Wednesday, October 22, 2008

Accounting Losses Represent the Past...Layoffs Represent the Future

Accounting losses report on what has been done and the consequences of those actions. The announced layoffs, in the thousands, give us an indication of what is in store for us in the future. The announced layoffs mean that retail sales will continue to be soft…goodbye Christmas volume, hello special sales even before Thanksgiving…industrial production will continue to decline…will all cars in America be produced by foreign companies…and continued declines in housing prices and increases in foreclosures…the American dream is on hold. So the wealth of Americans will continue to decline which will mean…more layoffs.

Not only is Ben Bernanke speaking gloom and doom…Hank Paulson is also now on record for a long and difficult period of economic retrenchment. The amazing thing to me is how Paulson seems to carry out what ever seems to be on Bernanke’s mind.

Remember there was a time when Paulson was letting Lehman Brothers go, implying that the rescues were over. And, then Bernanke had a meltdown…called Paulson…who arranged a meeting with congressional leaders…a meeting in which Bernanke is reported to have scared the daylights out of all present. Since then, Paulson…the free-market Paulson…has been bailing out everyone he can…while Bernanke is flooding the world with billions and billions of dollars. We should have Carl Sagan reciting these numbers to the world!

The bottom line…the Bush administration will be remembered…not exactly fondly…for a long time. The team that wanted to get out-of-town before the roof fell in didn’t make it. January 20, 2009, now, seems such a long time away.

Most of the responses we are seeing to the financial and economic crisis seem to postpone real action so that the in-coming administration will have to make the hard decisions as to what the new world of finance and economics is going to look like. And, this seems to be across the board…Iraq, Guantanamo, education, justice, health, and so on and so on. The President has all but disappeared!

According to the Wall Street Journal the only person lobbying for a position in the new (Obama) administration is Ben Bernanke. Yesterday the Journal argued that Bernanke all but submitted his resume to the Democrats by coming out in favor of the new stimulus plan being offered by the Democrats in Congress which has been supported by Obama. (See “Bernanke Endorses Obama”, http://online.wsj.com/article/SB122455027730552509.html?mod=todays_us_opinion.) Everyone else wants out.

So, we are going to have a sustained period of economic stagnation or decline. Layoffs are going to increase for a while rather than decline. How bad the economic conditions are going to get is still anyone’s guess, but the extent of the financial dislocation certainly carries with it an ominous black cloud. And little is being done about it. It is the future we have yet to see.

The financial guys have thrown about everything they have at the problem because they do not want to be accused of not providing enough “stuff” to keep the financial markets going. Now, we move to the real economy…output, employment, and dislocation! This is raising the cries for a fiscal response.

Here is where the other side of the frivolous and undisciplined behavior of the Bush administration comes home to haunt all of us. Since it has been in office, the monetary authorities kept interest rates exceedingly low while at the same time ignoring the housing bubble. When things seemed to get a little tough, the Fed drastically lowered its target interest rate. In effect, it shot off almost all of its ammunition. Not having much else it could do, the Federal Reserve flooded the world with liquidity. The monetary authority expended its resources before the battle really began and has little more it can do except direct intervention in institutions…not markets…with newly printed money.

In terms of fiscal policy the irresponsibility of this administration was also present. The problem now is how to add additional stimulus upon an already mammoth budget deficit. No one really knows whether or not a new stimulus program will do anything toward reducing the severity of the economic decline. Again, it is a case that the ammunition was basically used up before it was really needed.

This is where the lack of discipline kills you. When you really need something, you find that what you need is not there and this leaves you with little you can do going forward. The “free market” tools that could have been used to speed about a recovery have been frittered away in easy living. Now, the only recourse is greater direct government intervention into the economy in an effort to prevent the worst.

One final note: one of the implicit assumptions connected with the free market model is that there is a moral structure in the society which underlies behavior and allows the free market to be free. This moral structure leads to people acting responsibly with respect to commitments and relationships.

What we have seen in the last seven and one-half years is an administration that has underwritten fiscal prodigality and monetary laxity, behavior that has been emulated throughout the economy. In effect, the administration has undermined the moral fabric of economic prudence. Now the administration is washing its hands of its waywardness and scurrying for the door. It is someone else’s problem.

And the layoffs will grow.

I believe that a lot of the uncertainty is over. The future is not going to be pleasant. The question is…how unpleasant will it get? Not only does the economy need to be rebuilt but the moral fiber of the markets need to be reconstituted.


> _Work instruction_: From the entries below, copy out every line with "category" in it.

> _Record excerpts_:
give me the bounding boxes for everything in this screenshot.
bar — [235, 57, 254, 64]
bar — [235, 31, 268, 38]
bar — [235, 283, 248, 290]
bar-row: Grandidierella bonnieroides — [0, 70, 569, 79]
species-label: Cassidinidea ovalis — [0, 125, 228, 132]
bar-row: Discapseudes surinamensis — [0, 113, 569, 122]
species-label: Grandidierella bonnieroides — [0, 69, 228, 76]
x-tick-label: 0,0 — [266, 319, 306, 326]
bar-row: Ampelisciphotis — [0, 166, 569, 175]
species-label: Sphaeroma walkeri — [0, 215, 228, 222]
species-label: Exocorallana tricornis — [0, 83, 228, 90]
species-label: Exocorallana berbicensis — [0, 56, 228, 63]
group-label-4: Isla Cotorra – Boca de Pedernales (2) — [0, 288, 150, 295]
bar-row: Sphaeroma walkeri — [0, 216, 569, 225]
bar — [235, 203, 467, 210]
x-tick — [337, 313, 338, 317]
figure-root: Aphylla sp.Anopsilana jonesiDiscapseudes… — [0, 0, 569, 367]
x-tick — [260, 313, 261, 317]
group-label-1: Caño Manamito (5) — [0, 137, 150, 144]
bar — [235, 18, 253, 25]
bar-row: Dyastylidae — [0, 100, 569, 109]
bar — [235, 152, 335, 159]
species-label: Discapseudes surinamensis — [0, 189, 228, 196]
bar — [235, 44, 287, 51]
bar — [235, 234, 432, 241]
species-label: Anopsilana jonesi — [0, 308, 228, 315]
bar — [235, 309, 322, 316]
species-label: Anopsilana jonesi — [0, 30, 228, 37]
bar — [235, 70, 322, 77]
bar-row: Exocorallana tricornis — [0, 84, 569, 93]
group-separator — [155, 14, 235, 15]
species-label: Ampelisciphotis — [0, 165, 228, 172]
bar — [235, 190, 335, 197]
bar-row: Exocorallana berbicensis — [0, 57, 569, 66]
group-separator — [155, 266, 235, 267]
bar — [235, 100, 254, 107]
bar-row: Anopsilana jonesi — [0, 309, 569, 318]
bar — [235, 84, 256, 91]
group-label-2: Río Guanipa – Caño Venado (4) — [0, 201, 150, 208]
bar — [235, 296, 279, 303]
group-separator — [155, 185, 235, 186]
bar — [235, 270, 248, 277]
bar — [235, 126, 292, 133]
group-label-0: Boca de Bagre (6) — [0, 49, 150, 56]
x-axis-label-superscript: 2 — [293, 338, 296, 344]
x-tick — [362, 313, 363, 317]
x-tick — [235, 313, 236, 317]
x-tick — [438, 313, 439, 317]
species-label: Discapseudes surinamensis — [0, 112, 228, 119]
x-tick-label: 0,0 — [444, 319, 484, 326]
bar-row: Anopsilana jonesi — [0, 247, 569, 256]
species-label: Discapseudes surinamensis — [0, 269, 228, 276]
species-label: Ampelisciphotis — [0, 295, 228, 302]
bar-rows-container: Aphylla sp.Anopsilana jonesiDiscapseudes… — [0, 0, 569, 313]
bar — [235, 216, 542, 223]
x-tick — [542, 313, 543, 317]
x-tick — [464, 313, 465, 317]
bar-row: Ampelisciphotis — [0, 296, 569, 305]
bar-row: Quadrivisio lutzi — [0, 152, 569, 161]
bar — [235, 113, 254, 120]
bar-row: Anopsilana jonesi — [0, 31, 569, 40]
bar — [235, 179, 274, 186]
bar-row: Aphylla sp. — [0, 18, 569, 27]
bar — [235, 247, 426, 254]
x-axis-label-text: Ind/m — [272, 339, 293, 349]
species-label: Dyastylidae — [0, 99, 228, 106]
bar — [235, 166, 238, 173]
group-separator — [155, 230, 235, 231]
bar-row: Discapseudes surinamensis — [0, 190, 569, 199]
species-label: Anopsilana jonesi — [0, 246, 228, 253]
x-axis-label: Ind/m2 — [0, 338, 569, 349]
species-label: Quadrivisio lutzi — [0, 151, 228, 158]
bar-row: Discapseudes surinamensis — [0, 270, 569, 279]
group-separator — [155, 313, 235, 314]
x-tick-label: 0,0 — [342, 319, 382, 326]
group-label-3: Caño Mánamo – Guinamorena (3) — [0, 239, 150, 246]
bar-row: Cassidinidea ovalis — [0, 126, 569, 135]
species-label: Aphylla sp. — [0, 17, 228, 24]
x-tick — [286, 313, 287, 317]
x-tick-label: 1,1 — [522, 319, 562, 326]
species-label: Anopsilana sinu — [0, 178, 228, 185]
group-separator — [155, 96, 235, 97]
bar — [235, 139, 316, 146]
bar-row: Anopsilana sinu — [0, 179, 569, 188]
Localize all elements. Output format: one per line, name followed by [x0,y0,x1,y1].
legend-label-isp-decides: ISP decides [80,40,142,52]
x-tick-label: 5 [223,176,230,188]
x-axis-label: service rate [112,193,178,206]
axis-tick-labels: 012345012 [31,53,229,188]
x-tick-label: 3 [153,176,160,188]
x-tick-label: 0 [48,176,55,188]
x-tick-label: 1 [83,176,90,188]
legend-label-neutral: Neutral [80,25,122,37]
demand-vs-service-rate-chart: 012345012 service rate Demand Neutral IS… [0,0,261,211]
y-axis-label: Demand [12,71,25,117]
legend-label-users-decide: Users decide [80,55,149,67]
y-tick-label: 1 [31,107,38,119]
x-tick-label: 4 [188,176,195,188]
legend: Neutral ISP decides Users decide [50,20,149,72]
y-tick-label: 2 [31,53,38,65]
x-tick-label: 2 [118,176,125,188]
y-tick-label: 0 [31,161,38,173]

---

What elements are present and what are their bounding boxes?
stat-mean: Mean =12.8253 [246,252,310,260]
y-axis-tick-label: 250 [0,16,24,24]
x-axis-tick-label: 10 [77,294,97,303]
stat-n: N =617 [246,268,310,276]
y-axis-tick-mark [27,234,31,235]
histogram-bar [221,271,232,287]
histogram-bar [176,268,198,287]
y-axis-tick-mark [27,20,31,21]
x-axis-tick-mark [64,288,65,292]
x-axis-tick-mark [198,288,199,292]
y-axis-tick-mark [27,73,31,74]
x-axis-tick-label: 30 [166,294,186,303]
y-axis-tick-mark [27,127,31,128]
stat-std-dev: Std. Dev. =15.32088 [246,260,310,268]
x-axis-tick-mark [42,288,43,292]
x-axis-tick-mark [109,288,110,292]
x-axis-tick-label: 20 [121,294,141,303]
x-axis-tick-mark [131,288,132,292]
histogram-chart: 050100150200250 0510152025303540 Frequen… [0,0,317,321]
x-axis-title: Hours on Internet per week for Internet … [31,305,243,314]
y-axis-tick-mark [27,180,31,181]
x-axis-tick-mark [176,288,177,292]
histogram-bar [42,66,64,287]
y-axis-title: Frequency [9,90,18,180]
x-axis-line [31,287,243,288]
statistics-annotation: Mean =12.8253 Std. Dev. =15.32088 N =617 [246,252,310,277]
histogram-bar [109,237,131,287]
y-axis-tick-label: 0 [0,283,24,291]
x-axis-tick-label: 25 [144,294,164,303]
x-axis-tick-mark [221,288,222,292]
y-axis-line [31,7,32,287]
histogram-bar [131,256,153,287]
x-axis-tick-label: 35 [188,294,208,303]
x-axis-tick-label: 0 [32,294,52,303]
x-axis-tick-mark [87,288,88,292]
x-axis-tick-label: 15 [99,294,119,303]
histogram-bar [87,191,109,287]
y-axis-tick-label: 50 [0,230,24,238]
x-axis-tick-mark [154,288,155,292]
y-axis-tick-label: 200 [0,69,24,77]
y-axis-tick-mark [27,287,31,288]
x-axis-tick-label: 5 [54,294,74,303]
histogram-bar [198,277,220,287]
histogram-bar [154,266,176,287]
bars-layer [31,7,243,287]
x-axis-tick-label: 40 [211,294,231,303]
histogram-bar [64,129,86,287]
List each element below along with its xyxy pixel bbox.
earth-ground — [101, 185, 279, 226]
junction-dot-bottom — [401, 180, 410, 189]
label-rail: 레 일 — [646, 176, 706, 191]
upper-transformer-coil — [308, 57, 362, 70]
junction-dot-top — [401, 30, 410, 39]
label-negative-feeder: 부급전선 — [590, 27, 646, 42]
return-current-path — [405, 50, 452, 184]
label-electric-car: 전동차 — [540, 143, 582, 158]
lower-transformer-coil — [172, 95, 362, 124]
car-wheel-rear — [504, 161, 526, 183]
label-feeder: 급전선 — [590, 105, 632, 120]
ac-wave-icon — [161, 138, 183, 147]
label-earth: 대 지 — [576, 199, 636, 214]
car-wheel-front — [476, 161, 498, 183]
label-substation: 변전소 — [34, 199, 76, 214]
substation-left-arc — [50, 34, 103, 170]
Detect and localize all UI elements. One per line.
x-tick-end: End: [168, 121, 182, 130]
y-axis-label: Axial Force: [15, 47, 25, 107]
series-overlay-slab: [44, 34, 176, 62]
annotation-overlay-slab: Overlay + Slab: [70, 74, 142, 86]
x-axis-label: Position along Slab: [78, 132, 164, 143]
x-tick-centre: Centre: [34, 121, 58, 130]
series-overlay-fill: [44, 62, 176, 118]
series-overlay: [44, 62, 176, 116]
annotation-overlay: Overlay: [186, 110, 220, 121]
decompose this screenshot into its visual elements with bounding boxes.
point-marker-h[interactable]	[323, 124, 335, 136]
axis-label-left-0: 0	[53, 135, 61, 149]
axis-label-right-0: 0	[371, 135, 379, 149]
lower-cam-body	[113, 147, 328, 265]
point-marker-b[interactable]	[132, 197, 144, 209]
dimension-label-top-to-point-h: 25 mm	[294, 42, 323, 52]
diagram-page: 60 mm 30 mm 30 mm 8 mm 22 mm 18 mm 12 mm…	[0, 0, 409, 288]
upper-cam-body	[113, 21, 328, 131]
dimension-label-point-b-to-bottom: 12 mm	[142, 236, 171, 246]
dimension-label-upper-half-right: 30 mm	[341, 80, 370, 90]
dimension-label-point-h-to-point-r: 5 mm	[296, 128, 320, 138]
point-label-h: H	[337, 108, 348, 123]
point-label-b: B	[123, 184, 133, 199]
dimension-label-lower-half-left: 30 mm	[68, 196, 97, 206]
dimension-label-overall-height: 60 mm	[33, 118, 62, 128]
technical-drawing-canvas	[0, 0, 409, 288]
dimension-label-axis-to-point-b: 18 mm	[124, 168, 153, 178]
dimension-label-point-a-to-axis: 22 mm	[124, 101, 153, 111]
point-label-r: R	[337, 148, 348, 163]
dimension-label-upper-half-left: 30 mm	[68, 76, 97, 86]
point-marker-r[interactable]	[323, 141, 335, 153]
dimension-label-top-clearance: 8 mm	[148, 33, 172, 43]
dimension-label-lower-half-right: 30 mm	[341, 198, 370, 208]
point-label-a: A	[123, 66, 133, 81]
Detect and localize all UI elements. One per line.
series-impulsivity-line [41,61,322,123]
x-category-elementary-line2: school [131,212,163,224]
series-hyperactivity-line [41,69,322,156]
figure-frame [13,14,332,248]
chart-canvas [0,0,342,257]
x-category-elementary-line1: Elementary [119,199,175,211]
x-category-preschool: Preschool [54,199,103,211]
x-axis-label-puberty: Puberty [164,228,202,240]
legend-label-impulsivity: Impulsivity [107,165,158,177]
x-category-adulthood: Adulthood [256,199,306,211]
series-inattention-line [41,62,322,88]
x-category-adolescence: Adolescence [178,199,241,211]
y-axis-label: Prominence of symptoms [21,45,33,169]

> _The completed task_:
x-category-elementary-line2: school [131,212,163,224]
x-category-elementary-line1: Elementary [119,199,175,211]
x-category-preschool: Preschool [54,199,103,211]
x-category-adulthood: Adulthood [256,199,306,211]
x-category-adolescence: Adolescence [178,199,241,211]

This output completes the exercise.